I thought High Sierra was excellent.
Sony and Canon support HEIF, which is what led me to ask the question. I can choose between jpeg and HEIF, including RAW with either. Never even heard of it before.I must say that I use my Fuji's OOC jpegs for everything short of printing, in >90% of the shots. If HEIF were to replace that with higher quality, smaller size files, I would be fine with that.
Given the 30 year legacy of jpeg files, even if all devices started capturing only HEIF tomorrow, jpegs would still need to be supported by browsers at least for pretty much eternity. Editing software would have no reason not to support jpeg either, so our jpeg only files will undoubtedly be safe for decades to come.
AFAIK, 4 years after that article, it's still only Apple devices capturing HEIF files?
Interesting, I completely missed that. But it bodes well for HEIF's future. Btw, the HEIF/HEIC dual acronym really ought to be resolved sometime soon.Sony and Canon support HEIF, which is what led me to ask the question. I can choose between jpeg and HEIF, including RAW with either. Never even heard of it before.
The more the merrier, if it truly is a better fileLooks like the new Nikon doesn't. I did some quick searches and couldn't find any others. I found some info from 2020 that implied HEIF was one of Fuji's top priorities
Apparently you need to download a codec and then Windows devices can read HEIC files just fine.As a side note, you can save in HEIF on MS but maybe not read it?
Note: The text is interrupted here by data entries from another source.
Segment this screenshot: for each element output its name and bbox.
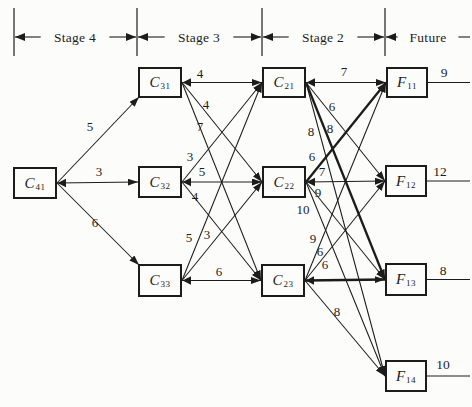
node-label-main: C [24,176,34,191]
edge-label-C31-C23: 7 [197,119,204,134]
stage-label: Stage 3 [178,30,220,45]
node-label-main: C [149,273,159,288]
node-label-subscript: 22 [285,182,295,191]
edge-label-C23-F14: 8 [334,304,341,319]
node-label-subscript: 13 [406,279,416,288]
node-F13: F13 [385,263,427,296]
node-label-main: F [396,272,405,287]
node-C21: C21 [262,67,306,98]
edge-label-C41-C32: 3 [96,164,103,179]
edge-C41-C32 [57,182,138,183]
node-label-subscript: 41 [36,183,46,192]
edge-label-C32-C23: 4 [192,189,199,204]
edge-label-C33-C22: 3 [204,227,211,242]
node-label-main: C [272,273,282,288]
node-C23: C23 [261,264,305,297]
future-value-label-F14: 10 [436,357,450,372]
left-arrowhead-icon [138,33,148,41]
node-C22: C22 [262,166,306,198]
node-C41: C41 [13,167,57,199]
node-label-subscript: 33 [161,280,171,289]
edge-label-C31-C21: 4 [197,66,204,81]
node-F14: F14 [385,360,427,392]
node-C32: C32 [138,166,182,198]
stage-label: Stage 4 [54,30,96,45]
stage-network-diagram: Stage 4Stage 3Stage 2Future5364473545367… [0,0,472,407]
node-label-subscript: 11 [407,82,417,91]
edge-label-C21-F11: 7 [341,64,348,79]
right-arrowhead-icon [126,33,136,41]
edge-label-C21-F12: 6 [329,99,336,114]
edge-C21-F14 [306,83,385,377]
node-label-subscript: 21 [285,82,295,91]
edge-label-C22-F14: 10 [297,202,310,217]
edge-label-C21-F13: 8 [327,121,334,136]
node-label-main: C [149,75,159,90]
node-label-main: F [397,75,406,90]
edge-label-C41-C33: 6 [92,215,99,230]
node-label-subscript: 12 [406,181,416,190]
node-label-main: F [396,369,405,384]
stage-label: Future [409,30,446,45]
left-arrowhead-icon [15,33,25,41]
node-F11: F11 [386,67,428,98]
edge-label-C31-C22: 4 [203,97,210,112]
edge-label-C22-F12: 7 [319,164,326,179]
node-C31: C31 [138,67,182,98]
node-label-subscript: 23 [284,280,294,289]
node-F12: F12 [385,165,427,197]
future-value-label-F11: 9 [441,65,448,80]
node-label-main: C [273,75,283,90]
edge-label-C41-C31: 5 [87,119,94,134]
node-label-subscript: 32 [161,182,171,191]
edge-label-C22-F13: 9 [315,185,322,200]
future-value-label-F12: 12 [433,164,447,179]
edge-label-C32-C21: 3 [187,149,194,164]
edge-label-C23-F13: 6 [322,257,329,272]
stage-label: Stage 2 [302,30,344,45]
edge-label-C23-F11: 9 [310,231,317,246]
arrow-origin-wedge [58,179,67,187]
node-label-subscript: 31 [161,82,171,91]
right-arrowhead-icon [251,33,261,41]
diagram-svg: Stage 4Stage 3Stage 2Future5364473545367… [0,0,472,407]
left-arrowhead-icon [386,33,396,41]
edge-label-C21-F14: 8 [308,124,315,139]
edge-label-C33-C23: 6 [216,264,223,279]
node-label-main: C [149,175,159,190]
right-arrowhead-icon [374,33,384,41]
node-label-main: C [273,175,283,190]
node-label-subscript: 14 [406,376,416,385]
edge-C23-F13 [305,280,385,281]
node-label-main: F [396,174,405,189]
future-value-label-F13: 8 [440,263,447,278]
edge-label-C22-F11: 6 [309,149,316,164]
edge-label-C33-C21: 5 [186,230,193,245]
edge-C23-F14 [305,281,385,377]
edge-label-C32-C22: 5 [199,164,206,179]
left-arrowhead-icon [263,33,273,41]
node-C33: C33 [138,264,182,297]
I did a comparison shot and my work computer won't open the HEIF, but that may be due to the customizing our overzealous IT department does. I'll try at home.
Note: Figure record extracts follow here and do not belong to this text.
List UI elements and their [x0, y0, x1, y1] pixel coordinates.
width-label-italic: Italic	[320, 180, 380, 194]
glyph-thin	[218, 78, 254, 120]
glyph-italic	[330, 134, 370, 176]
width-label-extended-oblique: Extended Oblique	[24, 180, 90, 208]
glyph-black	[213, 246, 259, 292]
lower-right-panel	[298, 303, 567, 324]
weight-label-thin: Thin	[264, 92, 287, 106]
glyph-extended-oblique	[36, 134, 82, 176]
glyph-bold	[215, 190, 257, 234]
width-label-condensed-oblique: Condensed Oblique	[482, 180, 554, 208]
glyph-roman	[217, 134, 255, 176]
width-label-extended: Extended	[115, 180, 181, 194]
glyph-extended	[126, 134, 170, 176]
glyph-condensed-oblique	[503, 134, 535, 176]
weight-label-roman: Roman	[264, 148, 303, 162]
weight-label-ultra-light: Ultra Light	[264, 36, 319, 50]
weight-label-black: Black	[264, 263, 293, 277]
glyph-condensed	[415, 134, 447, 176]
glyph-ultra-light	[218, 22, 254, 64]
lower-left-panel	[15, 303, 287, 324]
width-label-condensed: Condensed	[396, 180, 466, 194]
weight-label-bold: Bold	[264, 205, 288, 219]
The existing images will not magically convert to a new better format. JPEG will live on even if it stops being the preferred format for new image sharing. Regular graphics viewers will support JPEG for the rest of my lifetime & there will doubtless be JPEG viewers available throughout my childrens lifetimes too.Eventually JPEG will die, just like MP3 pretty much has now.
If we get a new format that has better quality, takes up less space and is widely adopted, what's not to like?